(Dataset extract begins)
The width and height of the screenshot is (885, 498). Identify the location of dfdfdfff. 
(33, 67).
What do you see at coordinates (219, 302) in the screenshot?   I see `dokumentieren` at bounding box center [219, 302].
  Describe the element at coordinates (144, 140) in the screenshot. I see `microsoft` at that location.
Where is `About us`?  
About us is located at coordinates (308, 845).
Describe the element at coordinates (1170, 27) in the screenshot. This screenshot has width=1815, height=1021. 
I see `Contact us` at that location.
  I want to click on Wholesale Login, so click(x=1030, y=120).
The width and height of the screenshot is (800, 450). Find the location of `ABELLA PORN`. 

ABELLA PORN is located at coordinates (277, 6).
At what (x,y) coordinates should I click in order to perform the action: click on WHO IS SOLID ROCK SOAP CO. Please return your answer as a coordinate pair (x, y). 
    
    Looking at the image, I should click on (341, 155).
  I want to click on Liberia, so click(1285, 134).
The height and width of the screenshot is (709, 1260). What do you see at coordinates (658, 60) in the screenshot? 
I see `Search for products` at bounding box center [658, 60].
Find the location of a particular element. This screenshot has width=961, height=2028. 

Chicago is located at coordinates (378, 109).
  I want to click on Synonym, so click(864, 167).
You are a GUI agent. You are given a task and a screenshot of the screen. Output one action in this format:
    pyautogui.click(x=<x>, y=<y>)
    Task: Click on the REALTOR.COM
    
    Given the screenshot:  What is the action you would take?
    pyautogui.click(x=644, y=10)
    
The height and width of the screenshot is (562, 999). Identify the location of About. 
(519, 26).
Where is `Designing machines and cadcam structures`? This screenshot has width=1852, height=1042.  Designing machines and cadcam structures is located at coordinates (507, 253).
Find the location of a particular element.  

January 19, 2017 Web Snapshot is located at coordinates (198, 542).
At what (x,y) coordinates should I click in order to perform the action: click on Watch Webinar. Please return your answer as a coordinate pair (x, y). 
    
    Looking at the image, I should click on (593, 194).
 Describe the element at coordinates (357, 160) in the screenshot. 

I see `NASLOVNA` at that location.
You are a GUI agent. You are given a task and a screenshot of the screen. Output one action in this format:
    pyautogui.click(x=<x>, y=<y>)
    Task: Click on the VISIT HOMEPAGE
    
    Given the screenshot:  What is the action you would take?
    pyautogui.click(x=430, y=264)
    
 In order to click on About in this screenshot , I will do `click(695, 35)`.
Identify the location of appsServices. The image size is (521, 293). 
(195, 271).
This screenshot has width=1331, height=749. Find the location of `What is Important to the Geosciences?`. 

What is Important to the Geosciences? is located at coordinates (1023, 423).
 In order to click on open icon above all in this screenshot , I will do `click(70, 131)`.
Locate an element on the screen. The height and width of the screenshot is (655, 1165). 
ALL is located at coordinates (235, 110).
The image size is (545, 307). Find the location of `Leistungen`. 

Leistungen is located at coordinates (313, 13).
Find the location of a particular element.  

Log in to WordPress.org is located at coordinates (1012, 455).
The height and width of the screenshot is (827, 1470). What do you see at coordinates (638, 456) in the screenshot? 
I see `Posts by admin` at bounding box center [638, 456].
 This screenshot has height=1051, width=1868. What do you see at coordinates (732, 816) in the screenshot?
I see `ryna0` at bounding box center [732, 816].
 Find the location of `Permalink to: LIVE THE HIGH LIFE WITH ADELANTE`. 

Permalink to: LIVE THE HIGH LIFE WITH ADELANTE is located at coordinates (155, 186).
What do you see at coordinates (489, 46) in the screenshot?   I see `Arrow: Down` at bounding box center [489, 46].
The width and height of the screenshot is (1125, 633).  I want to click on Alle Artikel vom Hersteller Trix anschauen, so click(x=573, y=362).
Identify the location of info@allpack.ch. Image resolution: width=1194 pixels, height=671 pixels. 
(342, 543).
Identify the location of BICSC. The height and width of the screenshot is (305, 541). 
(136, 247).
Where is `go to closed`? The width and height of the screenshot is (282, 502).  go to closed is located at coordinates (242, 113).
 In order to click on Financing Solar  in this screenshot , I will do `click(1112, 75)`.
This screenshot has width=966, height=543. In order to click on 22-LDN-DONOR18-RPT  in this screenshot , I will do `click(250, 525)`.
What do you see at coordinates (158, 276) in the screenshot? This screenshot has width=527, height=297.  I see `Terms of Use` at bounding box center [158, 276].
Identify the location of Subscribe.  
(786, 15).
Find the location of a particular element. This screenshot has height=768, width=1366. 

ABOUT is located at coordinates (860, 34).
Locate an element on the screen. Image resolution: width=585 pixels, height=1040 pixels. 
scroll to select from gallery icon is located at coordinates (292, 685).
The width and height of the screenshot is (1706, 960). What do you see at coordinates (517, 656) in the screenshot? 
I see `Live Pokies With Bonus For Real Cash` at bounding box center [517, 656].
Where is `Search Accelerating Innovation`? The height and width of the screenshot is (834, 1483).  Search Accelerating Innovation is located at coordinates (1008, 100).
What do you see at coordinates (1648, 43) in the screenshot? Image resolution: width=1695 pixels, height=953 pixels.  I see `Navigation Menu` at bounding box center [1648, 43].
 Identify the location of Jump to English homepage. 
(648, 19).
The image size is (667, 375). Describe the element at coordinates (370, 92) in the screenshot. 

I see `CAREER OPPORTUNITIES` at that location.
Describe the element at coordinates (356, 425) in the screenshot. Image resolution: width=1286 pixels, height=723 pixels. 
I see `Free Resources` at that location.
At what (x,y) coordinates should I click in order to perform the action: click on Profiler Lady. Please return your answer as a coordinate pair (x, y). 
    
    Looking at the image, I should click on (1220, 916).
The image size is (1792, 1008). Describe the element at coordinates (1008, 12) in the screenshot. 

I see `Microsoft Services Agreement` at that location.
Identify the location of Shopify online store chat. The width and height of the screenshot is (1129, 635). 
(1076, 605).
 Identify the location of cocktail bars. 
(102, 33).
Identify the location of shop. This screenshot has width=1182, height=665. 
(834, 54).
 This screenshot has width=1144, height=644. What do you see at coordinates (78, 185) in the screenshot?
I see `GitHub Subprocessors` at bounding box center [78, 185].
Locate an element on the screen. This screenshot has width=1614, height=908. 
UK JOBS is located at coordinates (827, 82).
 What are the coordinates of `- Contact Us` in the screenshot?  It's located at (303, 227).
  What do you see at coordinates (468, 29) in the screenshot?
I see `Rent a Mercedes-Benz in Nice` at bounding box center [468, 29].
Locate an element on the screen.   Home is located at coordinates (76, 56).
(Dataset extract ends)
What is needed is an exact restatement of every record above.

**Response to this exercise:**
The width and height of the screenshot is (885, 498). Identify the location of dfdfdfff. 
(33, 67).
What do you see at coordinates (219, 302) in the screenshot?   I see `dokumentieren` at bounding box center [219, 302].
  Describe the element at coordinates (144, 140) in the screenshot. I see `microsoft` at that location.
Where is `About us`?  
About us is located at coordinates (308, 845).
Describe the element at coordinates (1170, 27) in the screenshot. This screenshot has width=1815, height=1021. 
I see `Contact us` at that location.
  I want to click on Wholesale Login, so click(x=1030, y=120).
The width and height of the screenshot is (800, 450). Find the location of `ABELLA PORN`. 

ABELLA PORN is located at coordinates (277, 6).
At what (x,y) coordinates should I click in order to perform the action: click on WHO IS SOLID ROCK SOAP CO. Please return your answer as a coordinate pair (x, y). 
    
    Looking at the image, I should click on (341, 155).
  I want to click on Liberia, so click(1285, 134).
The height and width of the screenshot is (709, 1260). What do you see at coordinates (658, 60) in the screenshot? 
I see `Search for products` at bounding box center [658, 60].
Find the location of a particular element. This screenshot has width=961, height=2028. 

Chicago is located at coordinates (378, 109).
  I want to click on Synonym, so click(864, 167).
You are a GUI agent. You are given a task and a screenshot of the screen. Output one action in this format:
    pyautogui.click(x=<x>, y=<y>)
    Task: Click on the REALTOR.COM
    
    Given the screenshot:  What is the action you would take?
    pyautogui.click(x=644, y=10)
    
The height and width of the screenshot is (562, 999). Identify the location of About. 
(519, 26).
Where is `Designing machines and cadcam structures`? This screenshot has width=1852, height=1042.  Designing machines and cadcam structures is located at coordinates (507, 253).
Find the location of a particular element.  

January 19, 2017 Web Snapshot is located at coordinates (198, 542).
At what (x,y) coordinates should I click in order to perform the action: click on Watch Webinar. Please return your answer as a coordinate pair (x, y). 
    
    Looking at the image, I should click on (593, 194).
 Describe the element at coordinates (357, 160) in the screenshot. 

I see `NASLOVNA` at that location.
You are a GUI agent. You are given a task and a screenshot of the screen. Output one action in this format:
    pyautogui.click(x=<x>, y=<y>)
    Task: Click on the VISIT HOMEPAGE
    
    Given the screenshot:  What is the action you would take?
    pyautogui.click(x=430, y=264)
    
 In order to click on About in this screenshot , I will do `click(695, 35)`.
Identify the location of appsServices. The image size is (521, 293). 
(195, 271).
This screenshot has width=1331, height=749. Find the location of `What is Important to the Geosciences?`. 

What is Important to the Geosciences? is located at coordinates (1023, 423).
 In order to click on open icon above all in this screenshot , I will do `click(70, 131)`.
Locate an element on the screen. The height and width of the screenshot is (655, 1165). 
ALL is located at coordinates (235, 110).
The image size is (545, 307). Find the location of `Leistungen`. 

Leistungen is located at coordinates (313, 13).
Find the location of a particular element.  

Log in to WordPress.org is located at coordinates (1012, 455).
The height and width of the screenshot is (827, 1470). What do you see at coordinates (638, 456) in the screenshot? 
I see `Posts by admin` at bounding box center [638, 456].
 This screenshot has height=1051, width=1868. What do you see at coordinates (732, 816) in the screenshot?
I see `ryna0` at bounding box center [732, 816].
 Find the location of `Permalink to: LIVE THE HIGH LIFE WITH ADELANTE`. 

Permalink to: LIVE THE HIGH LIFE WITH ADELANTE is located at coordinates (155, 186).
What do you see at coordinates (489, 46) in the screenshot?   I see `Arrow: Down` at bounding box center [489, 46].
The width and height of the screenshot is (1125, 633).  I want to click on Alle Artikel vom Hersteller Trix anschauen, so click(x=573, y=362).
Identify the location of info@allpack.ch. Image resolution: width=1194 pixels, height=671 pixels. 
(342, 543).
Identify the location of BICSC. The height and width of the screenshot is (305, 541). 
(136, 247).
Where is `go to closed`? The width and height of the screenshot is (282, 502).  go to closed is located at coordinates (242, 113).
 In order to click on Financing Solar  in this screenshot , I will do `click(1112, 75)`.
This screenshot has width=966, height=543. In order to click on 22-LDN-DONOR18-RPT  in this screenshot , I will do `click(250, 525)`.
What do you see at coordinates (158, 276) in the screenshot? This screenshot has width=527, height=297.  I see `Terms of Use` at bounding box center [158, 276].
Identify the location of Subscribe.  
(786, 15).
Find the location of a particular element. This screenshot has height=768, width=1366. 

ABOUT is located at coordinates (860, 34).
Locate an element on the screen. Image resolution: width=585 pixels, height=1040 pixels. 
scroll to select from gallery icon is located at coordinates (292, 685).
The width and height of the screenshot is (1706, 960). What do you see at coordinates (517, 656) in the screenshot? 
I see `Live Pokies With Bonus For Real Cash` at bounding box center [517, 656].
Where is `Search Accelerating Innovation`? The height and width of the screenshot is (834, 1483).  Search Accelerating Innovation is located at coordinates (1008, 100).
What do you see at coordinates (1648, 43) in the screenshot? Image resolution: width=1695 pixels, height=953 pixels.  I see `Navigation Menu` at bounding box center [1648, 43].
 Identify the location of Jump to English homepage. 
(648, 19).
The image size is (667, 375). Describe the element at coordinates (370, 92) in the screenshot. 

I see `CAREER OPPORTUNITIES` at that location.
Describe the element at coordinates (356, 425) in the screenshot. Image resolution: width=1286 pixels, height=723 pixels. 
I see `Free Resources` at that location.
At what (x,y) coordinates should I click in order to perform the action: click on Profiler Lady. Please return your answer as a coordinate pair (x, y). 
    
    Looking at the image, I should click on (1220, 916).
The image size is (1792, 1008). Describe the element at coordinates (1008, 12) in the screenshot. 

I see `Microsoft Services Agreement` at that location.
Identify the location of Shopify online store chat. The width and height of the screenshot is (1129, 635). 
(1076, 605).
 Identify the location of cocktail bars. 
(102, 33).
Identify the location of shop. This screenshot has width=1182, height=665. 
(834, 54).
 This screenshot has width=1144, height=644. What do you see at coordinates (78, 185) in the screenshot?
I see `GitHub Subprocessors` at bounding box center [78, 185].
Locate an element on the screen. This screenshot has width=1614, height=908. 
UK JOBS is located at coordinates (827, 82).
 What are the coordinates of `- Contact Us` in the screenshot?  It's located at (303, 227).
  What do you see at coordinates (468, 29) in the screenshot?
I see `Rent a Mercedes-Benz in Nice` at bounding box center [468, 29].
Locate an element on the screen.   Home is located at coordinates (76, 56).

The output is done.